Gilles Bonelli, The Hackett Group
To rise to the challenge of supporting innovation-based growth,
FP&A organisations must pursue a broad transformation
agenda covering:
• Integration of EPM processes and development of
business partnerships
• Improvement of core processes to recalibrate FPA’s
value proposition
• Development of business intelligence information
delivery capabilities
While owned by FPA, this agenda is aimed at elevating the
company’s broader EPM capability level, and thus extends
beyond the functional boundaries of FPA.
Strategic Priority in 2014:
Sustainable, Innovation-Based Growth
The Hackett Group’s EPM Key Issues research is based on a study
conducted in late 2013. Study participants included executives
from over 150 large companies globally. The study covered their
business strategies, revenue and budget expectations, as well as
key initiatives for 2014.
The study found that the business environment continues to
be characterised by high levels of volatility and risk. Volatility of
demand has been a recurring theme since the global financial
crisis and remains the number-one driver of business strategy.

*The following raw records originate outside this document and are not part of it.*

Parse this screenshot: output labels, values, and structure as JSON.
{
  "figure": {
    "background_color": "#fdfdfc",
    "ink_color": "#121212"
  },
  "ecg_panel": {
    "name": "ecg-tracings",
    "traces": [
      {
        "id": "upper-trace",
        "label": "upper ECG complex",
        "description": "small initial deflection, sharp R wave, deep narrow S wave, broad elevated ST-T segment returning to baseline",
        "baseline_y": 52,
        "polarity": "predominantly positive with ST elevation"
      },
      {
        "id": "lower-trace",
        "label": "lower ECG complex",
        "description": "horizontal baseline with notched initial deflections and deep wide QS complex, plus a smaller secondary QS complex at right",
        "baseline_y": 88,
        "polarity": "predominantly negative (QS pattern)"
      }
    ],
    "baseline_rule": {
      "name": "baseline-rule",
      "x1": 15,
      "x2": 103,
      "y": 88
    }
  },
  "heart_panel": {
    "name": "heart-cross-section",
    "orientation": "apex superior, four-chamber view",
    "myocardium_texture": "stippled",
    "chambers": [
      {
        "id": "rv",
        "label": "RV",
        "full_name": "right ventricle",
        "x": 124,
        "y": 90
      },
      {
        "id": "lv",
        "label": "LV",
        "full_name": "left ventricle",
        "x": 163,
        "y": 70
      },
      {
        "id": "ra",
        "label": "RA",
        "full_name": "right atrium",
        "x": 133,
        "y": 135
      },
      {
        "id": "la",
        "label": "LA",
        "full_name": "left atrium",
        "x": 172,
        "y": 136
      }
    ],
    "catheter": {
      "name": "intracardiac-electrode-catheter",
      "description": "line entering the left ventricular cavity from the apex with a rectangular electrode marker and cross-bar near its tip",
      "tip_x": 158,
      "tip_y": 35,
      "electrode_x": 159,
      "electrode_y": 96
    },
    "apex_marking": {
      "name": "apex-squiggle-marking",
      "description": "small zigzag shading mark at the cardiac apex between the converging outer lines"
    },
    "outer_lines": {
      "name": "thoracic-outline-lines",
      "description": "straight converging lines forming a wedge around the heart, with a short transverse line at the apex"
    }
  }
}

However, other types of risk and instability are becoming more
prominent. These are related to competition, regulation and
talent. Furthermore, the lingering risks of the crisis are still
being factored into business strategies by 62% of companies
participating in The Hackett Group’s 2014 Key Issues Study; so
is supply volatility (for example commodity prices), included by
70% of companies.
Despite persistent uncertainty about business conditions,
most companies have reverted to a focus on creating value
for shareholders through revenue growth and margin
improvement. Over half of study participants cite revenue
growth as their top financial objective; 25% indicate margin
improvement is their main goal. Just 4% of companies are
actually targeting the acceleration of their historical revenue
growth rate. This very low percentage indicates a great amount
of lingering caution in business.
This conservative outlook is reflected in the business strategies
that will be deployed to realise financial objectives in 2014.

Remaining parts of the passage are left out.